Tiling Your TV Remote

The Tile is a small Bluetooth chip, speaker, and enough battery for a year in a keychain format. If you lose your keys in the morning, simply use the app on your phone to find the keychain. If you lose your phone simply get out your second phone.

This planned obsolescence didn’t jive with [JM] when his Tile stopped being discoverable. He didn’t want to toss a gadget that had served him so well into the landfill. So, like any good hacker, he cracked its plastic case open.

The Tile itself is a really interesting product. The largest component is the battery which has tabs spot-welded to its surface. Attached to those is a well laid out board. [JM] points out the clever use of spring contacts to engage the piezo element for the speaker as a nice example of good design for manufacture.

The hack itself was pretty easy to complete. Some electrical tape and soldering was all it took to embed the tile into the remote. Now he can take out his phone and press a button to hear a forlorn beep coming from under the couch cushions.

35 thoughts on “Tiling Your TV Remote

    1. Sky TV in the UK have added this to their new “Sky Q” receiver and remote.
      If the remote disappears, you just press a button on the receiver to make the remote beep.

    2. I had a magnavox TV in the 90’s that my parents bought me. If you powered the TV up from the set it would set the remote into a beep mode so you could find it. Even though the remote was IR, the find function was RF. Awesome piece of tech for then. That thing lasted me 20 years, until broadcast switched to digital. Then I simply bought a new TV. Funny thing is that in 20 years I think I only replaced the batteries in the remote 3-4 times.

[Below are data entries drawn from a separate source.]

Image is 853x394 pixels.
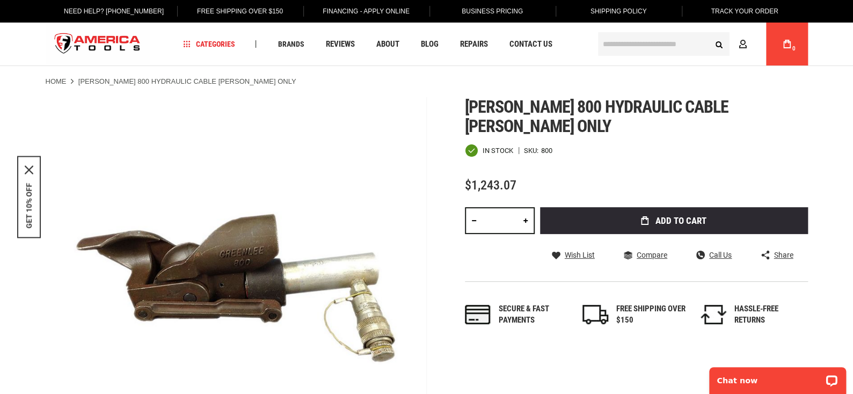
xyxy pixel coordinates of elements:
[420,40,438,48] span: Blog
[371,37,404,52] a: About
[25,166,33,174] svg: close icon
[524,147,541,154] strong: SKU
[792,46,795,52] span: 0
[325,40,354,48] span: Reviews
[777,23,797,65] a: 0
[25,166,33,174] button: Close
[46,24,150,64] img: America Tools
[178,37,239,52] a: Categories
[624,250,667,260] a: Compare
[696,250,732,260] a: Call Us
[565,251,595,259] span: Wish List
[637,251,667,259] span: Compare
[46,24,150,64] a: store logo
[465,305,491,324] img: payments
[483,147,513,154] span: In stock
[590,8,647,15] span: Shipping Policy
[582,305,608,324] img: shipping
[541,147,552,154] div: 800
[702,360,853,394] iframe: LiveChat chat widget
[273,37,309,52] a: Brands
[25,183,33,229] button: GET 10% OFF
[183,40,235,48] span: Categories
[552,250,595,260] a: Wish List
[465,178,516,193] span: $1,243.07
[459,40,487,48] span: Repairs
[734,303,804,326] div: HASSLE-FREE RETURNS
[465,97,728,136] span: [PERSON_NAME] 800 hydraulic cable [PERSON_NAME] only
[504,37,557,52] a: Contact Us
[499,303,568,326] div: Secure & fast payments
[700,305,726,324] img: returns
[455,37,492,52] a: Repairs
[709,251,732,259] span: Call Us
[509,40,552,48] span: Contact Us
[278,40,304,48] span: Brands
[376,40,399,48] span: About
[415,37,443,52] a: Blog
[46,77,67,86] a: Home
[709,34,729,54] button: Search
[540,207,808,234] button: Add to Cart
[465,144,513,157] div: Availability
[320,37,359,52] a: Reviews
[773,251,793,259] span: Share
[78,77,296,85] strong: [PERSON_NAME] 800 HYDRAULIC CABLE [PERSON_NAME] ONLY
[655,216,706,225] span: Add to Cart
[616,303,686,326] div: FREE SHIPPING OVER $150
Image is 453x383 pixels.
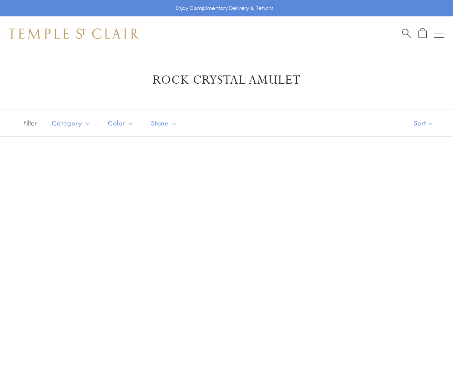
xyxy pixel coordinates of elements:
[47,118,97,129] span: Category
[434,28,444,39] button: Open navigation
[22,72,431,88] h1: Rock Crystal Amulet
[147,118,184,129] span: Stone
[45,113,97,133] button: Category
[418,28,426,39] a: Open Shopping Bag
[144,113,184,133] button: Stone
[394,110,453,136] button: Show sort by
[9,28,139,39] img: Temple St. Clair
[176,4,273,13] p: Enjoy Complimentary Delivery & Returns
[103,118,140,129] span: Color
[402,28,411,39] a: Search
[101,113,140,133] button: Color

  1. I really love The Tile. I have 5-6 different types of Bluetooth trackers, with the Tile being the only one which works every time.
    Found my daughters backpack twice using the “See where you had it” feature, and my wife uses the “Find your phone” feature on a near daily basis at home.

    Price and the fact that it’s pretty difficult to change the battery are the only real downsides for me.

  2. This thingy looks very useful. But it’s very crappy move from the manufacturer to make battery unchangeable. I guess product is waterproof so LIR2032 with USB charging wouldn’t be an option, but simple cap with rubber gasket and changeable CR2032 would solve the problem.

    1. The LIR might work in this application but would need occasional charging. Perhaps a magnetically coupled charger.

      The CR2032 stores much more energy because chemical storage is more efficient than electrical storage.

      Ball park figures –

      CR2032 – approx 200 mAh
      LIR2032 – approx 24 mAh

      1. The LIR also does chemical storage, but this type of rechargeable lithium cells has very low capacity. Perhaps it is possible to fit a a small rectangular Li-Poly battery into the “Tile”.

          1. I think i had the same issue with te msp430 on my oral-b. Putting in a fresh charged battery didn’t make it buzz. Putting it on the charger with some voodoo fixed that though!

        1. I did it successfully. But you need a difficult/expensive to get 4/5AA size Cell. Or you hack away some plastic arts and squeezE aN AA SIZE Cell into it. Gives added benefit te able to use an “Eneloop” or other low-self-discharge type.
          And yes, after changing the electronics required some seconds of initial charging to re-activate.

  3. I’ve never in my life lost a remote control. Lost a cordless phone once. Turns out I had picked it up in a pile of newspapers and dumped it in the recycle bin.

  4. I followed the procedure to put a tile in my Tivo Slide remote. It works, but after about two minutes it plays a short song and seems to shut itself down – it stops working and no longer id’s seen by the app. If I remove the remote batteries for a minute or two and put them back in, the tile will play a song, work for a couple of minutes, then “shut down” again. Any idea what might be going on? Thanks.

    1. Hi, I am seeing the same behavior. Tile powers up, plays a tune, then ~30 seconds later tile powers down. I theorize that there is a volatile bit that has cleared upon power loss (removal of the original battery). The bit cleared state indicates that the Tile has not been “registered” or “activated”… the Tile device waits for 30 seconds to allow the Tile app to activate it, with no activation the Tile “times-out” and shuts down.
      Interesting enough, during this 30 second powered up window, the Tile app can still sense and find the tile, but inevitably a time-out occurs and the Tile powers down.
      The Tile app will only activate Tile once in the Tile’s lifetime, I believe that the app will check online in a database for the Tile’s unique mac address. If it has seen this Tile before it WILL NOT reactivate…. I think this is maybe a purposeful behavior to avoid people from attaching 99 cent batteries and not dishing out the “big-bucks” to Tile Inc.